Panasonic 3-D HD glasses may be the next big thing.
Joanne Ostrow of The Denver Post.
PUBLISHED: | UPDATED:
Getting your player ready...

Not so long ago, high-definition TV was cutting edge.

Now HD is so last year. The next big thing is 3-D HD.

The entertainment industry has been predicting for some time that three-dimensional viewing would be the next logical step after bigger, better screens. Now, they say, it’s coming sooner than you think.

In this economy? Really?

Seeing is not only believing but coveting a little, too.

At last week’s cable expo held at the Colorado Convention Center, I lined up with other visitors who slid on the plastic red eyewear in Panasonic’s display truck. Facing the big screen, I had to fight the impulse to reach out and catch falling confetti during one demo.

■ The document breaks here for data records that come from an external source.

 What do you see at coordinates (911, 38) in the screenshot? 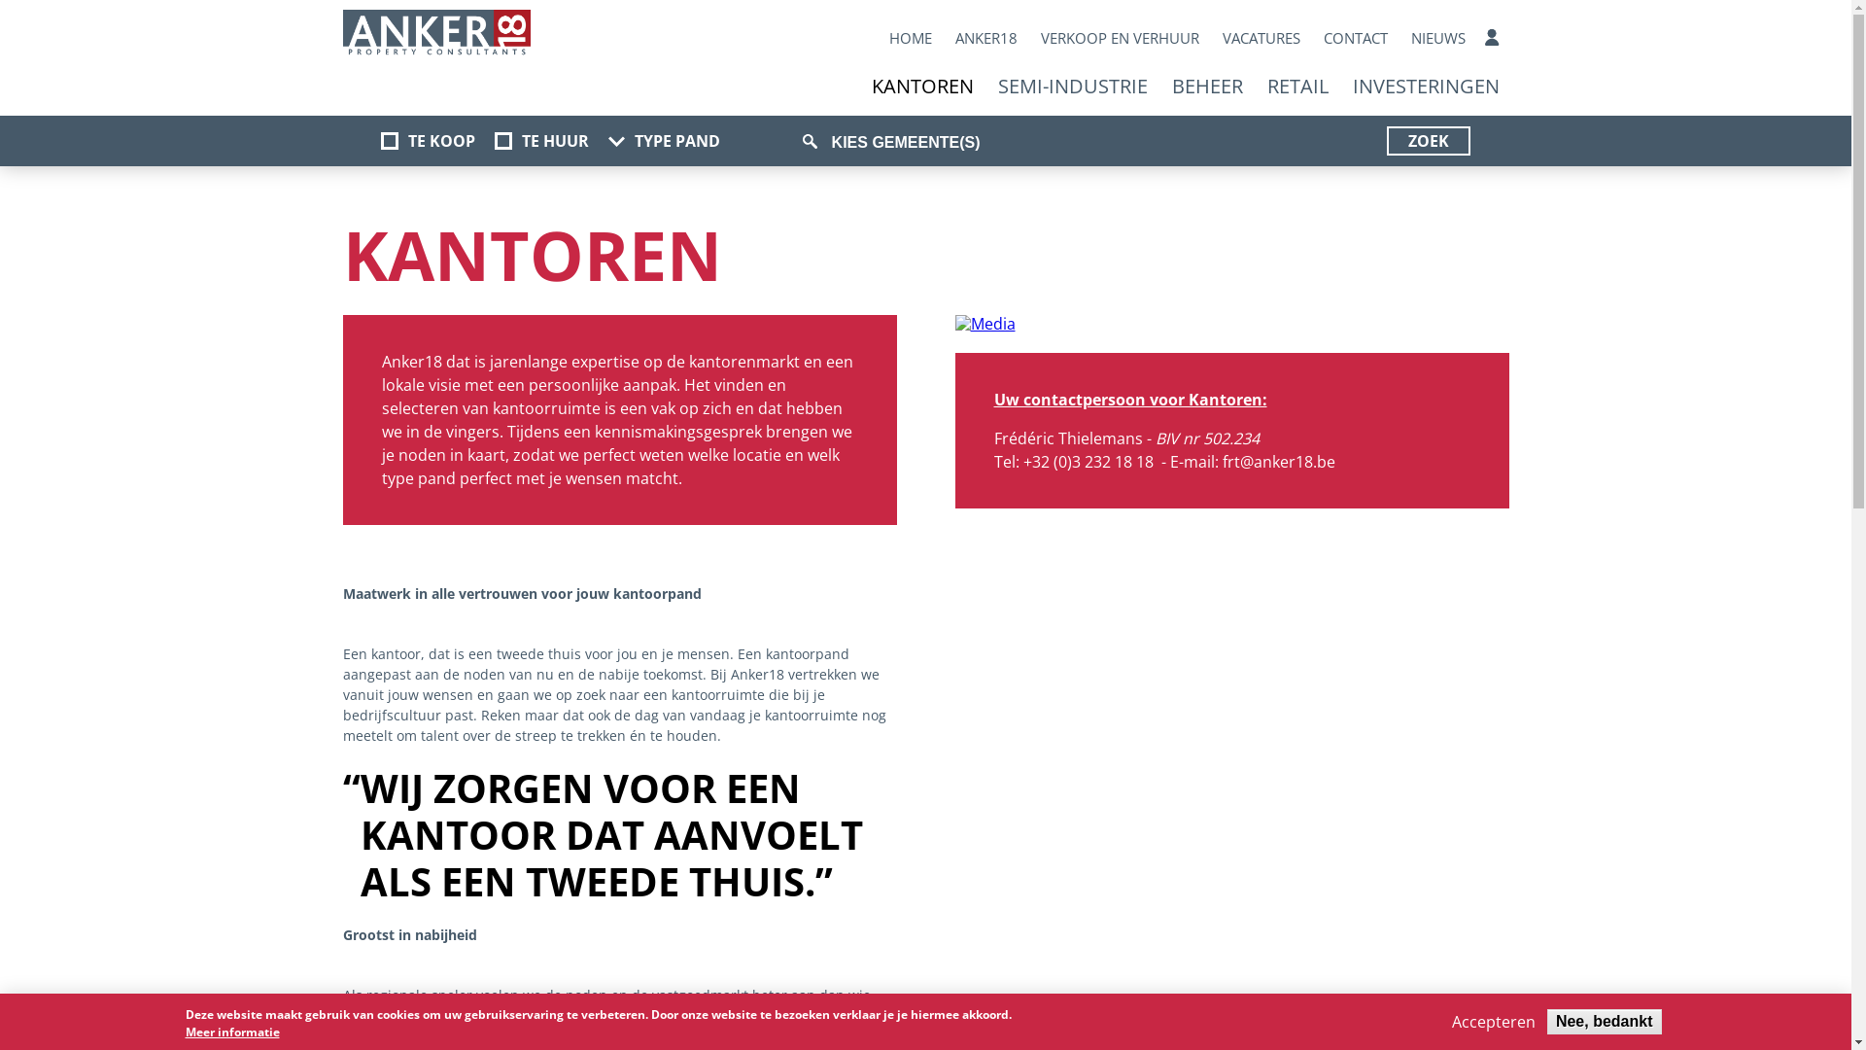
I see `HOME` at bounding box center [911, 38].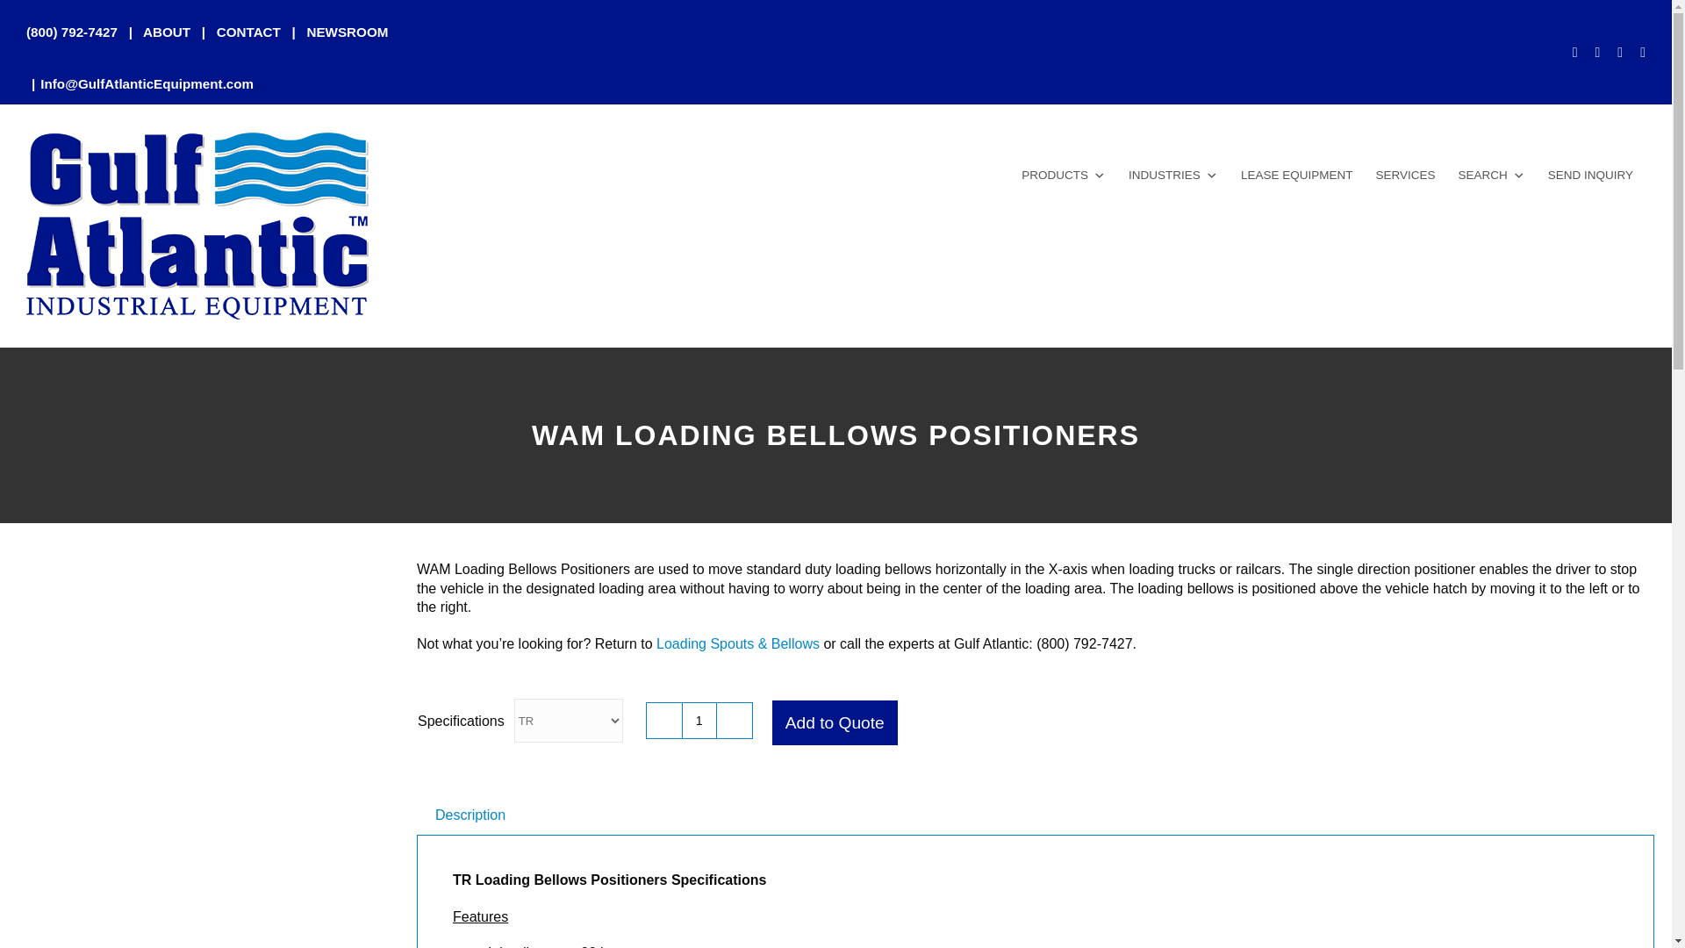 This screenshot has width=1685, height=948. Describe the element at coordinates (167, 32) in the screenshot. I see `ABOUT` at that location.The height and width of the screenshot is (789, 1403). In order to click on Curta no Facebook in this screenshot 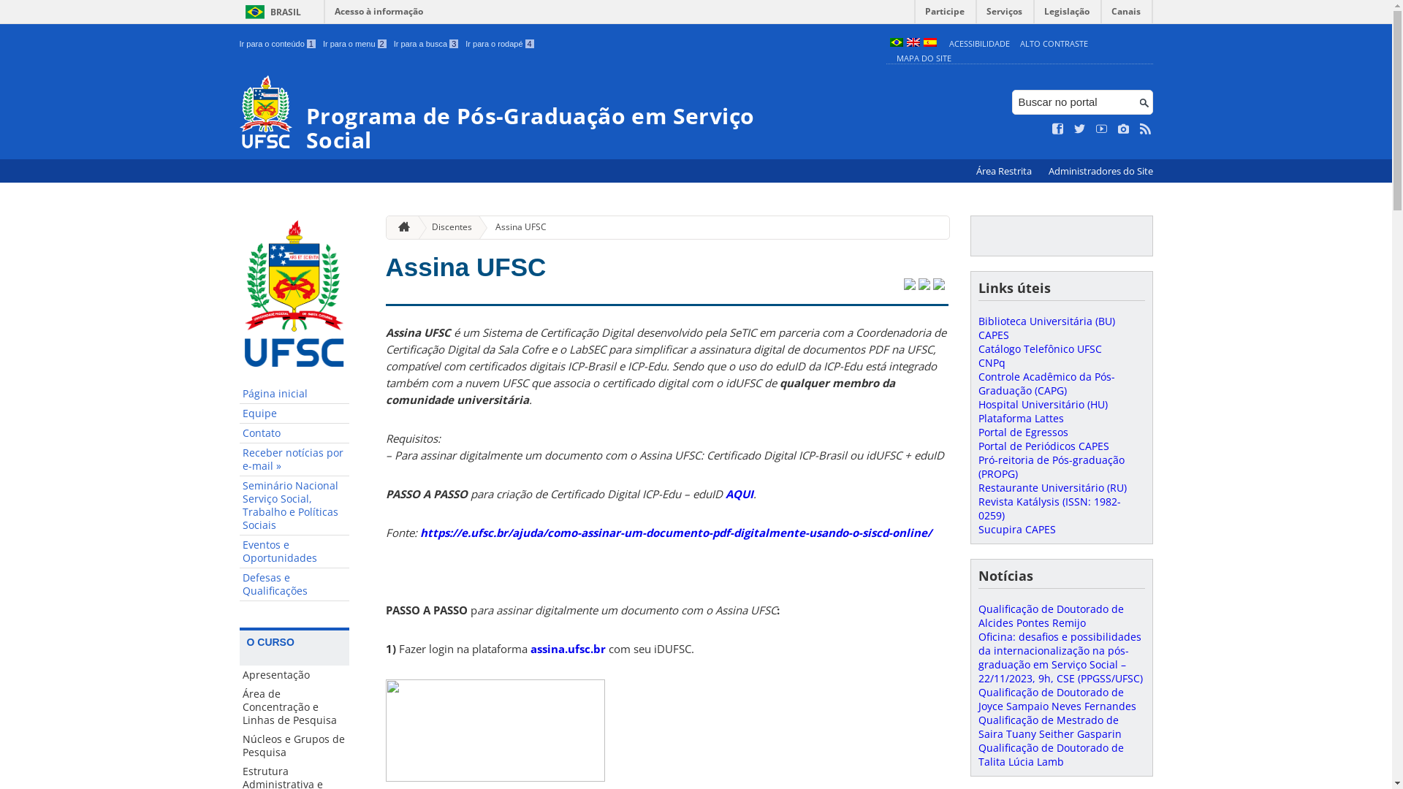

I felt like I was in the midst of the musicians on the field at the Beijing Olympics, I was on a treacherous slalom course with a skier, on a racetrack with outrageous speeding robot cars. I was in the middle of James Cameron’s aliens in his new 3-D movie “Avatar.” The sensation was thrilling.

Three-dimensional entertainment has come a long way since the dorky cardboard glasses of the ’50s. In fact, Panasonic’s chief technical officer won’t even discuss the evolution of those cardboard glasses.

“Horrible. They gave 3-D a bad name,” said Panasonic’s Eisuke Tsuyuzaki.

The goal now for the industry is “immersive” fun. Mitsubishi, Samsung, Hyundai, LG Electronics and Sony are also in the race. Expect a new generation of TVs ready for 3-D next year. The Sony Theater display featured resolution so sharp, it claims to be “slightly more than four times greater than high-definition.”

By immersive, they mean entertainment so pleasing to the senses that you feel you’re actually there. It’s not about spears coming at you in the gimmicky style of vintage 3-D movies. It’s about being surrounded and being part of the action, at home, thanks to 3-D HD television.

Panasonic is working with Hollywood studios to develop a 3-D HD standard. The new “shutter” glasses blink electronically somehow, alternating the left and right eye views in sync with the content. Don’t ask.

Of course movies have played with 3-D for years, from “The Polar Express” (2004) through “Chicken Little” and “Up” (2009). The home theater is next.

The usual chicken-and-egg dilemma applies: consumers won’t buy 3-D HD systems until there’s enough 3-D product out there to watch; content-producers won’t create enough 3-D HD content until there are enough consumers with the systems in their living rooms.

Videogaming is adopting 3-D, but it’s slower going for TV.

The believers, and there were many of them at the Colorado Convention Center this week, can’t say enough about this next great leap forward, said to be the next killer app.

“Digital 3-D in the home: the day is coming,” according to David Broberg, VP for Consumer Video Technology at CableLabs.

Clearly, the push is on to get cable operators to believe in the power of 3-D delivered via cable to consumers’ homes.

The cost to produce 3-D is 10-15 percent higher than normal. But consumers are said to be eager for new technology now that more than half of U.S. homes have HDTV.

Panasonic’s HD 3-D technology will be available in 2010. They won’t specify a price, but you’ll need a couple of thousand bucks to cover “Plasma technology and a prototype Blu-ray Disc player to deliver true 1080p Full HD 3-D entertainment in the home.”

Work continues on “auto- stereoscopic” 3-D, meaning without glasses.

I expected the cable convention to be full of talk about Internet-on-TV. At a time when the world is racing ahead with mobile products, the cable business seems focused on nagging concerns from yesterday, like customer service. Much of the talk at the closing luncheon was about what lessons cable can learn from Apple and NetFlix. There weren’t a lot of new ideas from the cable folks themselves.

Online video streaming is hot, cable is not. As the trade report VideoNuze observed, “YouTube delivers almost three times as many streams (10 billion) in a single month as Comcast delivers Video On Demand sessions (3.6 billion) in an entire year.”

Maybe next year cable will have something to say for itself beyond the half-hearted mantra, “the customer is king.”

For now, 3-D HD is the best hope.

I wonder, will people really sit for hours wearing big clunky glasses once the novelty wears off?